Records for processing:
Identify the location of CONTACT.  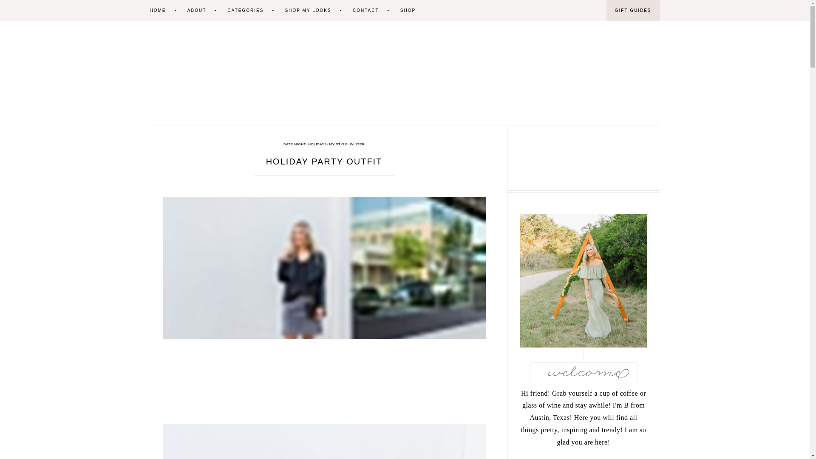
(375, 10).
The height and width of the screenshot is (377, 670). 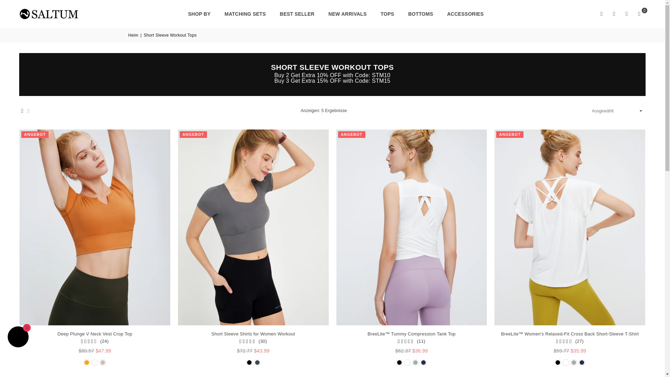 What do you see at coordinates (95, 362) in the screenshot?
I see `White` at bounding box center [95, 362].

==

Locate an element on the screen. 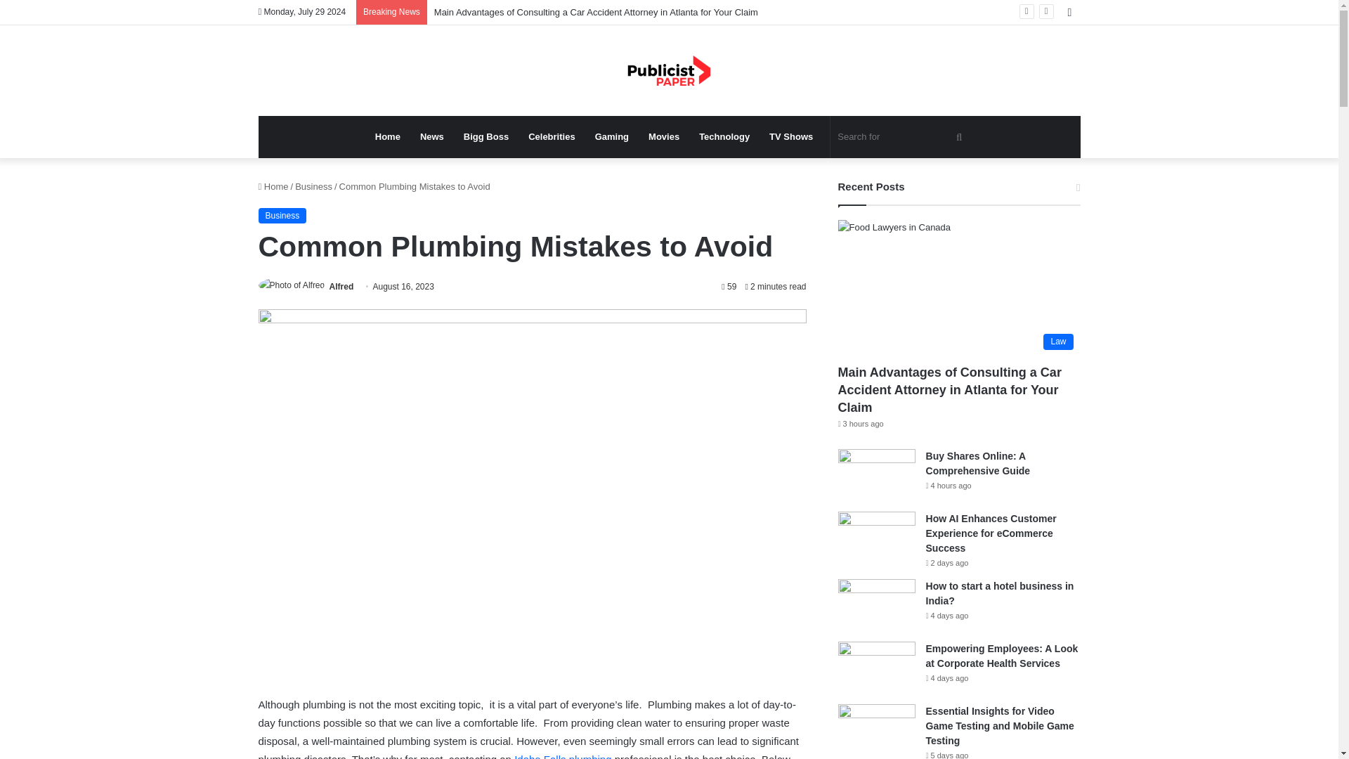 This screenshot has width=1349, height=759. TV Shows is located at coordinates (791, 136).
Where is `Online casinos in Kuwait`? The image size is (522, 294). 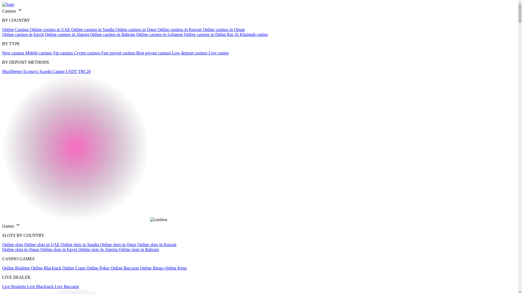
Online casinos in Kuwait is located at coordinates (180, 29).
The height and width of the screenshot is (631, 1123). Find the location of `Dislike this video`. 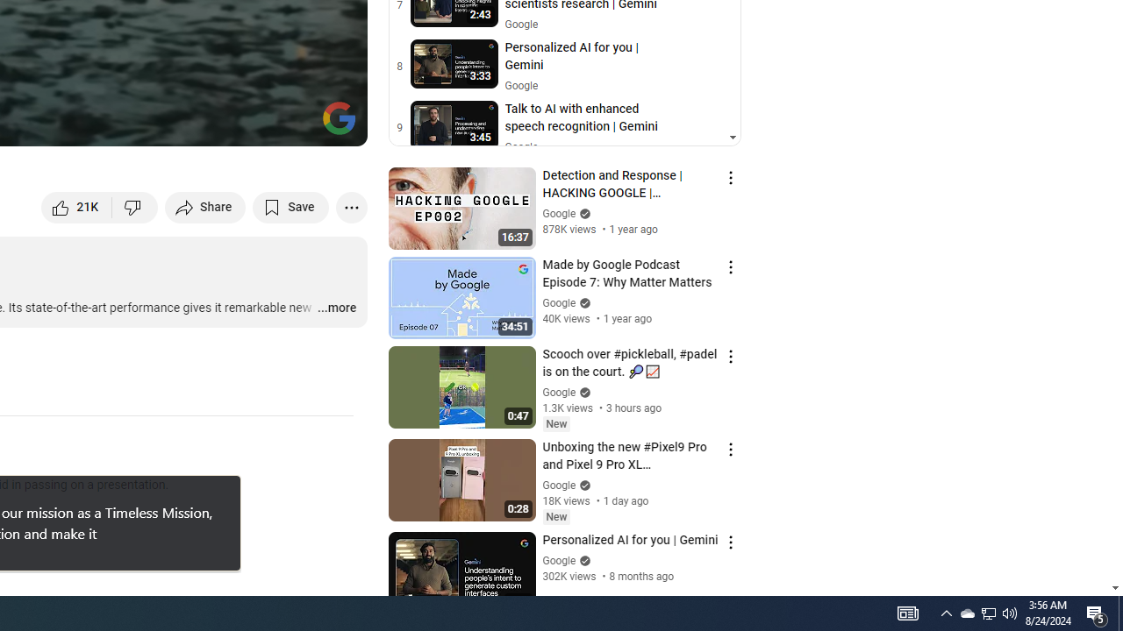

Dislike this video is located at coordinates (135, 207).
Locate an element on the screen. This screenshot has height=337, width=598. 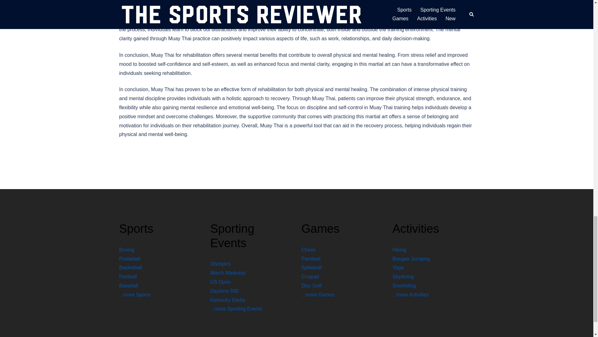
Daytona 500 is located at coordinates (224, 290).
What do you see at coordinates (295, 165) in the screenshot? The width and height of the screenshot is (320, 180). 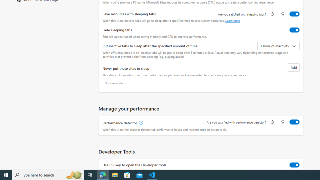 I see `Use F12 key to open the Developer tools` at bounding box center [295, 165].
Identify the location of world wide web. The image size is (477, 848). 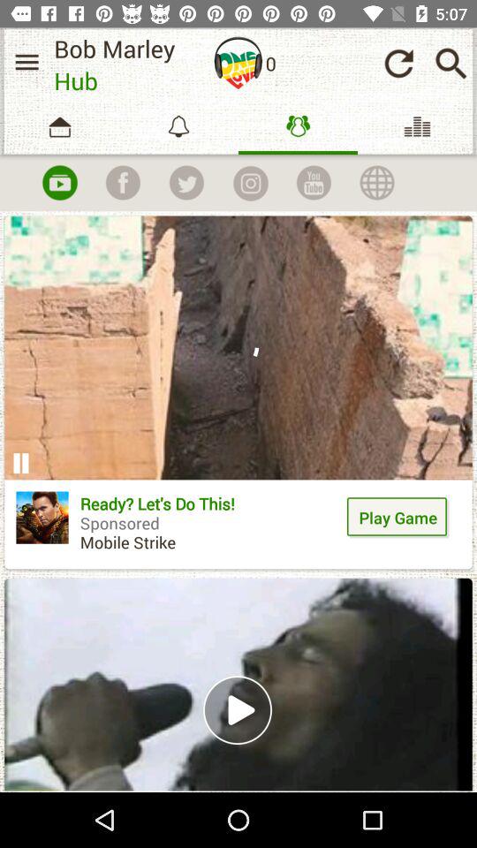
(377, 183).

--

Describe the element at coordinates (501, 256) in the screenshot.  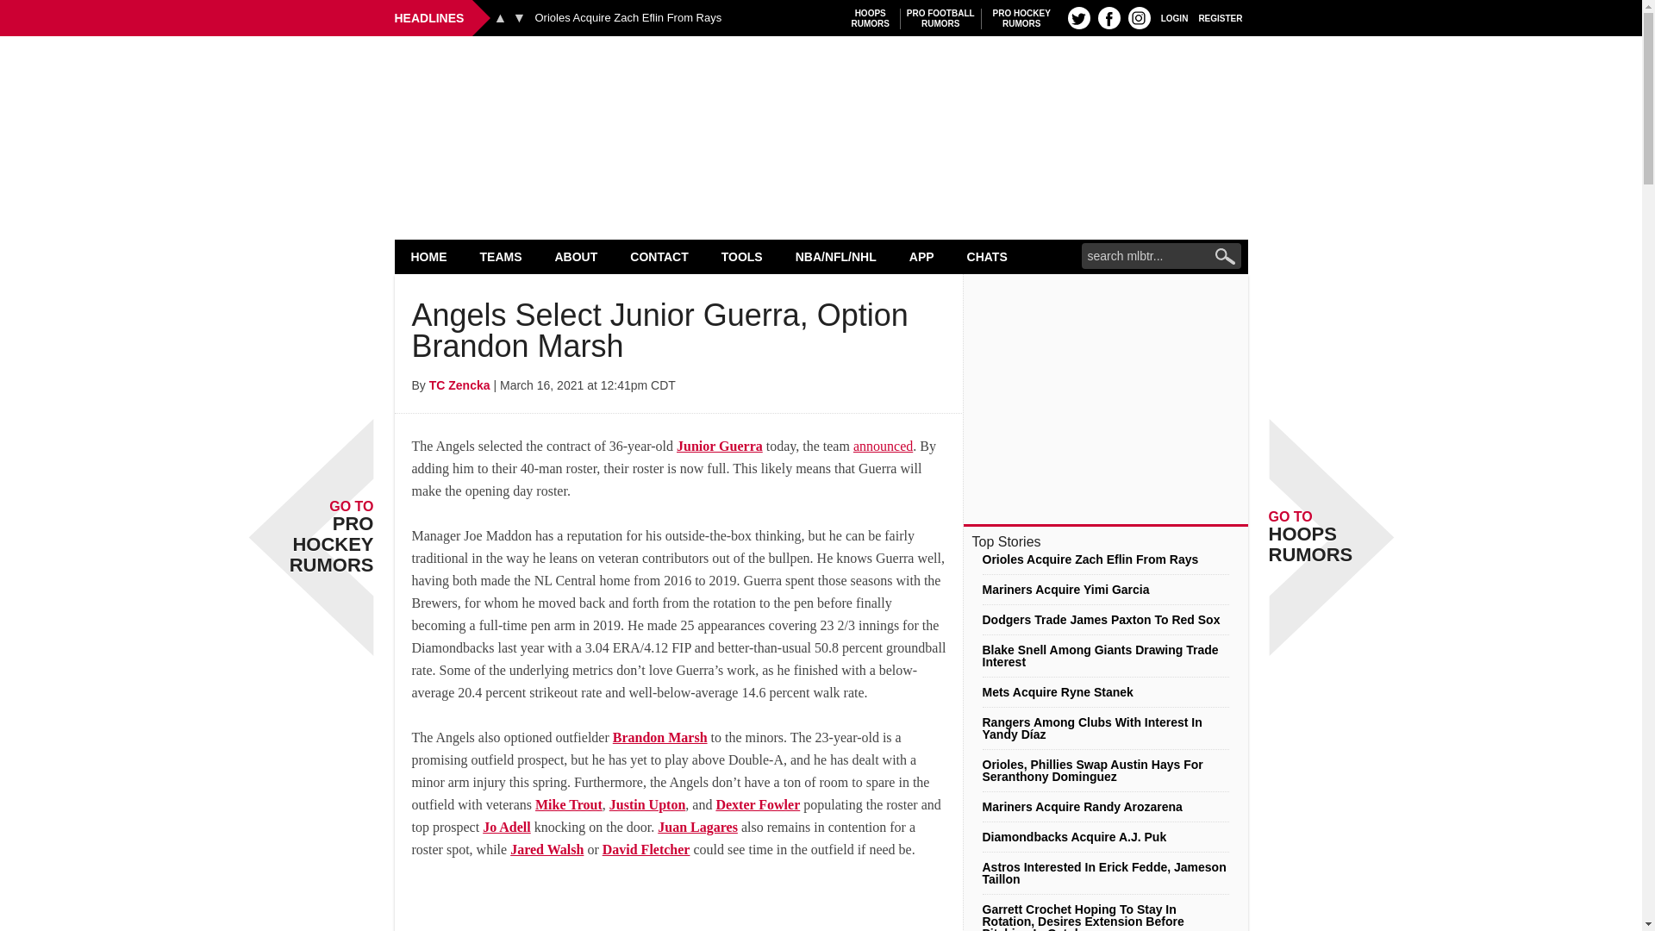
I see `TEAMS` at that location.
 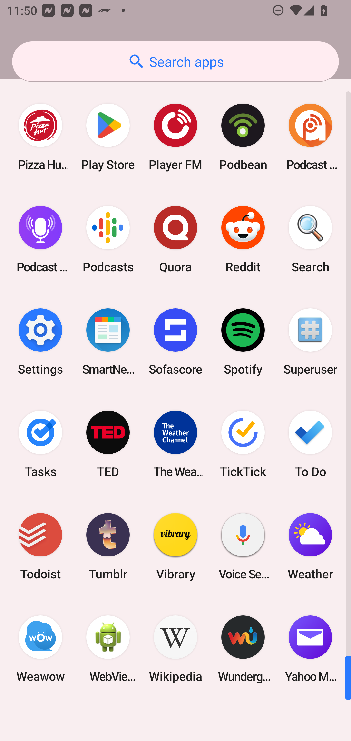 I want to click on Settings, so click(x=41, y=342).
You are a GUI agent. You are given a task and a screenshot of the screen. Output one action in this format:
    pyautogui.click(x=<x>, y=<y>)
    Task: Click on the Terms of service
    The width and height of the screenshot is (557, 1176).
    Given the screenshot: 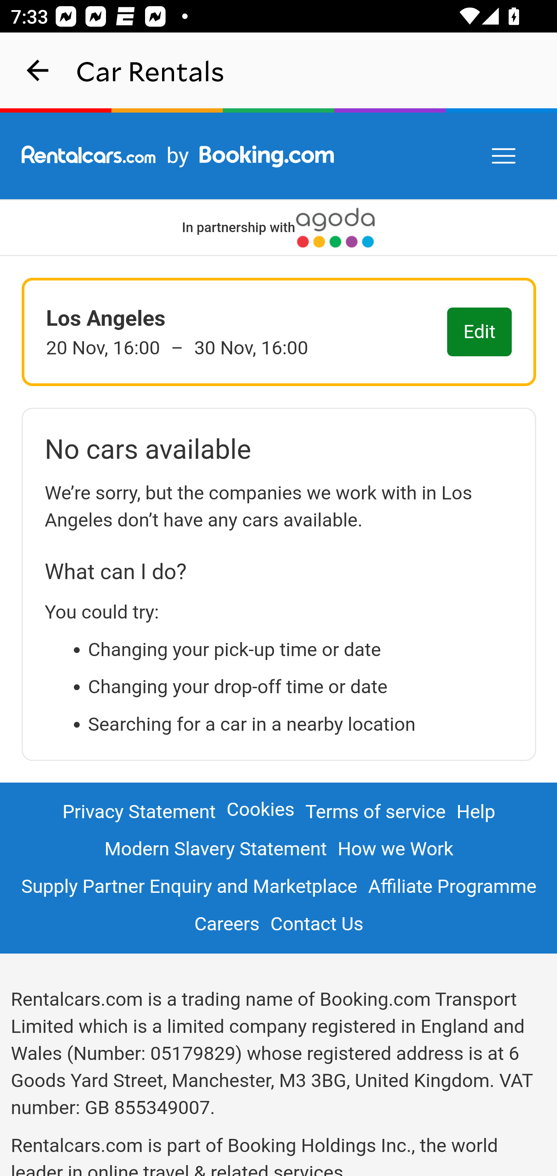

Exercise aim: Would you write out exactly the lines above, starting at the line containing "Describe the element" and stopping after the line containing "The width and height of the screenshot is (557, 1176)."? Omit the pictures.

Solution:
Describe the element at coordinates (501, 256) in the screenshot.  
I see `TEAMS` at that location.
  I want to click on Settings, so click(x=41, y=342).
You are a GUI agent. You are given a task and a screenshot of the screen. Output one action in this format:
    pyautogui.click(x=<x>, y=<y>)
    Task: Click on the Terms of service
    The width and height of the screenshot is (557, 1176).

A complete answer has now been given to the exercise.